Nvidia says artificial intelligence is now helping it design the chips that power AI systems, including one internal task the company says once took eight people about 10 months and now finishes in a single night on one GPU.
Bill Dally, Nvidia’s chief scientist and senior vice president of research, described the company’s approach during a conversation with Google’s Jeff Dean at the 2026 GPU Technology Conference, or GTC. He said Nvidia is trying to bring AI into every stage of GPU design.
Cell library porting became the headline example
The task at the center of Nvidia’s claim involves porting the company’s standard cell library to a new semiconductor process. Nvidia said that library typically includes about 2,500 to 3,000 cells, and that the work used to require eight people and roughly 10 months.
Nvidia’s NVCell program now completes that process overnight on a single GPU, Dally said. He also said the results were better than what human engineers produced.
Other internal tools are aimed at design and training
Dally also pointed to Prefix RL, a reinforcement learning-based tool Nvidia uses to evaluate chip design options through trial and error. He said the system can generate unusual ideas, but that its results are 20% to 30% better than human designs.
On the engineering side, Nvidia has also built internal large language models called Chip Nemo and Bug Nemo. The company trained them on its proprietary database and codebase so they can help junior engineers and explain complex concepts more clearly.

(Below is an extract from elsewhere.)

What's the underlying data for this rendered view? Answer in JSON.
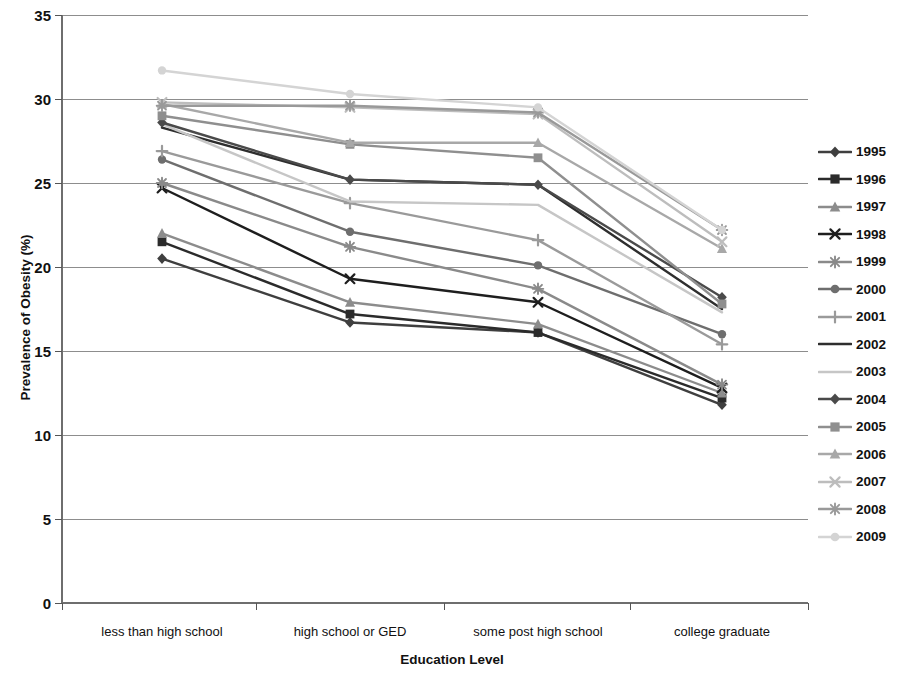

The broader effort suggests Nvidia is using AI not just in products it sells, but in the chip-design process itself. The company said the approach is helping it save time, reduce manual work, and make future process-node transitions easier as new GPUs are developed.
Nvidia has also been applying AI on the consumer side. The company recently introduced Alpamayo, which brings AI models to self-driving cars. What remains to be seen is how broadly Nvidia can scale these internal tools and whether the same methods can continue to outperform traditional engineering workflows as GPU design grows more complex.